Number five, a soap and brush scrub down, is a special treat. You lie on a mat on a granite slab, are lathered up by a friendly attendant and then “brushed” all over.

“It’s good for the circulation, like peeling,” my scrubber, Josephine, told me. Even though I was certain she had scrubbed away several layers of skin, the process was pleasant, not painful. Josephine says she scrubs as many as 35 to 40 bodies a day on weekends. We visited on a weekday, so there were no crowds of nude bodies in the different thermal pools. By the time we got to number 11, the co-ed “thermal exercise pool” we had become less shy about nudity and even summoned up the courage to enter the pool with naked men. “At this point, what’s the difference?” remarked a friend.
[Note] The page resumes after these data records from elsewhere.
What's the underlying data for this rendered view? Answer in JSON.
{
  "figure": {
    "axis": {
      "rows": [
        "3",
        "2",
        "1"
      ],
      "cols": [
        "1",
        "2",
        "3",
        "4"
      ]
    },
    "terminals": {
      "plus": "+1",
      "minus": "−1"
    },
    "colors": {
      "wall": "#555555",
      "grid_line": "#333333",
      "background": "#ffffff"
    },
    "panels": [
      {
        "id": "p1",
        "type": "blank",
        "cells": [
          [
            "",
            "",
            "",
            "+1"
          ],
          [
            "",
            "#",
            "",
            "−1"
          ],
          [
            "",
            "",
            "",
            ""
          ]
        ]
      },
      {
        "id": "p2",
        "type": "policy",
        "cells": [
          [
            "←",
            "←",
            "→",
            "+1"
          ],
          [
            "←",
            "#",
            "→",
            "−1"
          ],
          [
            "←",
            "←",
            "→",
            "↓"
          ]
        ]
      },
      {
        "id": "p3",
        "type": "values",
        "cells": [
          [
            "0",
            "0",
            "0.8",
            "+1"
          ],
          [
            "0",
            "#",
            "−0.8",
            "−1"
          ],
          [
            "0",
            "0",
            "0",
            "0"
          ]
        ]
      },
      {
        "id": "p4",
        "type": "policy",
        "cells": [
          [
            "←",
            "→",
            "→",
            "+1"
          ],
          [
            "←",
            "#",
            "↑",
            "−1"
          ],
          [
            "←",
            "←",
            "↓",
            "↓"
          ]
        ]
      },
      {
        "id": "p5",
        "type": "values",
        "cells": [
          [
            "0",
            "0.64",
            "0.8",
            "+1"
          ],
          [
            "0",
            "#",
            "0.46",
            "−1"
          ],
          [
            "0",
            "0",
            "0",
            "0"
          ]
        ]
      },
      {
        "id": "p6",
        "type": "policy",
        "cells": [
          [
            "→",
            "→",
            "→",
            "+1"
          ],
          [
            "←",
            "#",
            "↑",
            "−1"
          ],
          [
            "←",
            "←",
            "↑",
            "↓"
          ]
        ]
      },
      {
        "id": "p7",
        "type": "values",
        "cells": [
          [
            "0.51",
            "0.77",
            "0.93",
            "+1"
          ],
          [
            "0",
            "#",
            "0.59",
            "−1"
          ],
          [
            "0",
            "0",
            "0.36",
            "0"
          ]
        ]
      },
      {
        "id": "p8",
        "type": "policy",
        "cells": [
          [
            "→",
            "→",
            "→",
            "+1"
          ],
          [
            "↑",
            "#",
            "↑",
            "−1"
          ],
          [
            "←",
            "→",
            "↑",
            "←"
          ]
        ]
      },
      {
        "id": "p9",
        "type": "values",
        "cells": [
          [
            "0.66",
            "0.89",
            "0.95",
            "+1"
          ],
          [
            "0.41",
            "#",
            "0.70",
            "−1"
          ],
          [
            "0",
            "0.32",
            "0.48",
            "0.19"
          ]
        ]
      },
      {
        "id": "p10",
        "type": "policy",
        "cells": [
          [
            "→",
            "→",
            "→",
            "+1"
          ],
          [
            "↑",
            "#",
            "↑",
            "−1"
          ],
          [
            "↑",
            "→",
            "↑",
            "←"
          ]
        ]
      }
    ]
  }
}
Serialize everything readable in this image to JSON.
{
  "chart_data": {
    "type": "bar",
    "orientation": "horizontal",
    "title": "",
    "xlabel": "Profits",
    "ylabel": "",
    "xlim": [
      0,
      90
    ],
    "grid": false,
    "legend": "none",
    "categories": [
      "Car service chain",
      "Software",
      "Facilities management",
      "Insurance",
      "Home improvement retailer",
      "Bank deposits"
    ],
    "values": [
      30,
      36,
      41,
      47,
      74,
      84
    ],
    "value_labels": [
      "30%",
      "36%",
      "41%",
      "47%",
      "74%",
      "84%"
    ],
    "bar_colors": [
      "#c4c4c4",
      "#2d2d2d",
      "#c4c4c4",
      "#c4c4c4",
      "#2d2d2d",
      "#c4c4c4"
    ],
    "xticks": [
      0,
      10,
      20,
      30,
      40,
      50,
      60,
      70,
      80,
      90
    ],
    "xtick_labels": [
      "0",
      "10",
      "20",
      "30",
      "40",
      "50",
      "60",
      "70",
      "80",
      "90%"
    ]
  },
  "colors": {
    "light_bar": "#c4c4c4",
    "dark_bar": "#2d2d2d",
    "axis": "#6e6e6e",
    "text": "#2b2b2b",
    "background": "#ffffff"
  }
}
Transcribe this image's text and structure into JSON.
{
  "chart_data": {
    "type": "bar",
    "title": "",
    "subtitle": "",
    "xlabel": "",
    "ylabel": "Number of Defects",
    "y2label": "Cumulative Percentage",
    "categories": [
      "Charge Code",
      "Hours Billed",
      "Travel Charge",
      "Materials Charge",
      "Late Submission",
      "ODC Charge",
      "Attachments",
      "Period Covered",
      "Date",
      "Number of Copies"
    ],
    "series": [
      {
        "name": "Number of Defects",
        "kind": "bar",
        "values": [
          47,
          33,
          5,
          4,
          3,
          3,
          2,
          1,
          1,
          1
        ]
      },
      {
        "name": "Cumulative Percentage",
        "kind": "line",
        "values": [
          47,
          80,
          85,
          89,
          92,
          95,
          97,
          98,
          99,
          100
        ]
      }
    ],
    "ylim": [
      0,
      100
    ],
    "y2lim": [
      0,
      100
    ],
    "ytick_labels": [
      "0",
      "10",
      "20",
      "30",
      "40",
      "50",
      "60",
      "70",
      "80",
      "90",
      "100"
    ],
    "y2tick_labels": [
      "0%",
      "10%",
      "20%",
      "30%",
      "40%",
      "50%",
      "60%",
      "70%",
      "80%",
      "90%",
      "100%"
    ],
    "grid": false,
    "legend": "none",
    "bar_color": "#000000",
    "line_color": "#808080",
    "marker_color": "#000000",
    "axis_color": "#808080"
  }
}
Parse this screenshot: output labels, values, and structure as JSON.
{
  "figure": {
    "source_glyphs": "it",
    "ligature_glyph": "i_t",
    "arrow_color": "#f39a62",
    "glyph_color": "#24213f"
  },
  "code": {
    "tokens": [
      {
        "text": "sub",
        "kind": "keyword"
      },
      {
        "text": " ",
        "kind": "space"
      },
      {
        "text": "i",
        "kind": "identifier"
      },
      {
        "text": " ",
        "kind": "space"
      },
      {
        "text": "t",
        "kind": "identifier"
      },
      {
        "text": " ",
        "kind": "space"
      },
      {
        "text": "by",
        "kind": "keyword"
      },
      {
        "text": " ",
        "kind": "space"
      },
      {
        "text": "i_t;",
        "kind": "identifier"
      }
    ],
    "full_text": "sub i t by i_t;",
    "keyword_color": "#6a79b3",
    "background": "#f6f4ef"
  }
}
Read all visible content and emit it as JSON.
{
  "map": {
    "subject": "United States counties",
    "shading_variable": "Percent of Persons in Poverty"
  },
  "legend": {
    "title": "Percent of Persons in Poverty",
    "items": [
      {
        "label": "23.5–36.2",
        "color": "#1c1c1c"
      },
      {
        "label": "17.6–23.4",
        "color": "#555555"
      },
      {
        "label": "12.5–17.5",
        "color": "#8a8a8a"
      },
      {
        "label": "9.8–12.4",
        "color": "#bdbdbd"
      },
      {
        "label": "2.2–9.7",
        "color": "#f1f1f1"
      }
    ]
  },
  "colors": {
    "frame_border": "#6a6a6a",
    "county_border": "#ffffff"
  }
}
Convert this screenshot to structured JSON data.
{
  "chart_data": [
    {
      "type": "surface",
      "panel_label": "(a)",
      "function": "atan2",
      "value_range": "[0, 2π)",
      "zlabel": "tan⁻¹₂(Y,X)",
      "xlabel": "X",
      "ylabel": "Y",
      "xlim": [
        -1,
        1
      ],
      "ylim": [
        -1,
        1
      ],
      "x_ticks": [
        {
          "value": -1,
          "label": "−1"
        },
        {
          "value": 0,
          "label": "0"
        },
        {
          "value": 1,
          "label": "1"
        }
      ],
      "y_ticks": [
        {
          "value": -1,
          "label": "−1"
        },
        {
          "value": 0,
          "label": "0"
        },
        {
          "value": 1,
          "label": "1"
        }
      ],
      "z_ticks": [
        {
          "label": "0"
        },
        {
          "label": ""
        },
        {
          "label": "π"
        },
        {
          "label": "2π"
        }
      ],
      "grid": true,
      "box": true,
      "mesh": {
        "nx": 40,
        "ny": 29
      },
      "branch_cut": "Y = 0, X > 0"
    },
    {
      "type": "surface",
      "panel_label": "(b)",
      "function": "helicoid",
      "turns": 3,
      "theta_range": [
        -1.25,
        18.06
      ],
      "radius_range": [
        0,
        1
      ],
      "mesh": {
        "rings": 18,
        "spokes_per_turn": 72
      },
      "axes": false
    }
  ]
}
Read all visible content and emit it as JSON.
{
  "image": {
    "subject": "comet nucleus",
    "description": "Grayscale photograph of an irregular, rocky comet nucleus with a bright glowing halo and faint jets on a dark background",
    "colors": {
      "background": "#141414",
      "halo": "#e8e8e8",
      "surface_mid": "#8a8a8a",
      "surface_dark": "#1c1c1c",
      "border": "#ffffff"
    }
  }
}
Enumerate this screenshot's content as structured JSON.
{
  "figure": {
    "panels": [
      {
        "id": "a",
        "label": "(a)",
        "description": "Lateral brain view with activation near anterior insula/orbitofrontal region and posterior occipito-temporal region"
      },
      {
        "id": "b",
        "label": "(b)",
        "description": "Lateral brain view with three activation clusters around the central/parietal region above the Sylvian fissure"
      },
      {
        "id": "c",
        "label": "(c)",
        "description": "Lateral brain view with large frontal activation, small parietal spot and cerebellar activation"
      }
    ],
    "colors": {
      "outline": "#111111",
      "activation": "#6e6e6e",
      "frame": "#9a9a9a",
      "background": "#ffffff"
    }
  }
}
This is the most grandiose of the pools, under a golden dome and coffered ceiling — definitely a must-see. However, after our burst of bravery, we were a bit disappointed. We were the only bathers in the pool.

The various soaks and baths are interspersed with showers. We got to number 12 and were feeling very pruney, not to mention scouring-pad clean, so we decided to cut down the recommended time at the remaining baths.

Several times attendants told us that we still had plenty of time left and should do another round. The fee, 29 euros for the 16-step ritual, allows for 3½ hours. We raced through in half the time.

At the end you receive warm towels for drying, and then you’re led to a room with lotions where you are free to cream your clean body to heart’s content. The lotion is thick, rich and luxurious.

Then, the best part: a nap in a large, pale yellow room with slumbering bathers. An attendant wraps you mummy style in blankets and you dose off, awakening to feel very mellow, delightfully wiped out and gorgeously clean.

Leah Larkin, a member of the Society of American Travel Writers, is a journalist living near Stuttgart, Germany.